In 1887, Caillebotte, the chronicler of Haussmann’s Paris, left the city and moved to a family property right next to the Paris Sailing Club in the suburb of Petit Gennevilliers on the Seine River. While not giving up painting, he developed new interests in boating, gardening and stamp collecting. He embraced the new avocations with so much ardor that his stamp collection is now on permanent display in the British Library in London.
He began painting landscapes and river scenes. While some of the boating scenes have a delightful air, many canvases look like lackluster imitations of the outdoor work of his Impressionist colleagues. Mary Morton, the head of French paintings at the National Gallery and co-curator of the exhibition, told reporters recently that Caillebotte seemed to lose his “snappy edge” in his later work.
Caillebotte died of a stroke in 1894 at age 45. He sold few of his paintings during his lifetime because he had no need to. His father, a manufacturer who made beds and sheets for the French army for many years, was wealthy. Caillebotte became far better known after his death for his collection of paintings by his Impressionist friends than for his own work.

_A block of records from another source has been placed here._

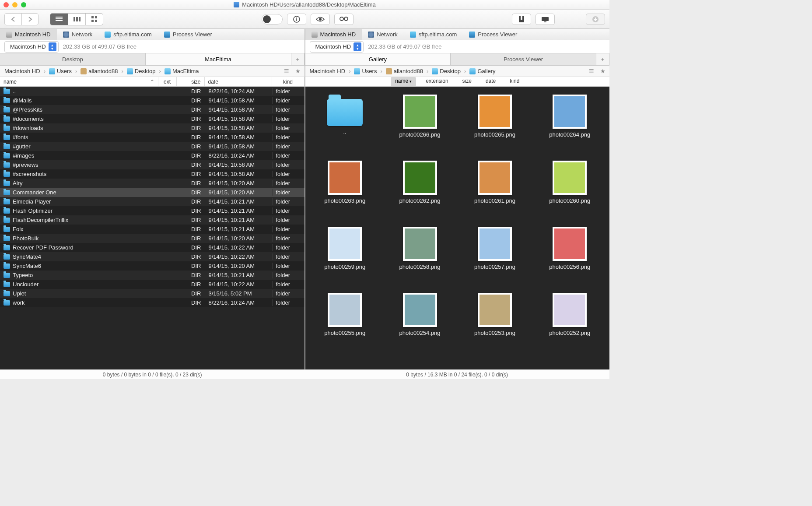 Image resolution: width=812 pixels, height=506 pixels. What do you see at coordinates (595, 19) in the screenshot?
I see `queue-button` at bounding box center [595, 19].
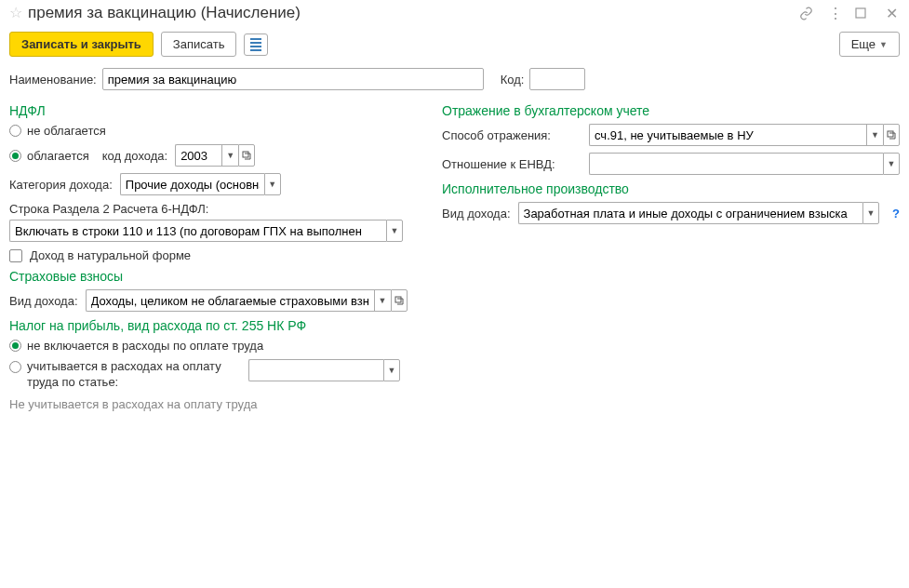 Image resolution: width=909 pixels, height=588 pixels. What do you see at coordinates (198, 155) in the screenshot?
I see `income-code-input` at bounding box center [198, 155].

His will provoked controversy by donating 60 paintings from his collection to museums of the French government. Officials were reluctant to accept them, fearful that the undisciplined Impressionist works would subvert the teachings of the French art academies. In the end, the Caillebotte collection was accepted and now graces the walls of the magnificent Impressionist galleries of the Musée d’Orsay in Paris.
Much like Caillebotte, his wealthy relatives have felt no need to sell many of his paintings in the 120 years since his death. George T.M. Shackelford, the deputy director of the Kimbell museum and co-curator of the current exhibition, says family members insist they sold “Paris Street, Rainy Day” in the mid-20th century only because they lacked the massive wall space to display it properly.
Although no canvas in the exhibition is identified as property of the Caillebotte family, more than half the paintings are listed as coming from anonymous private collections. Most surely belong to family members. The exhibition would have been limited without their help.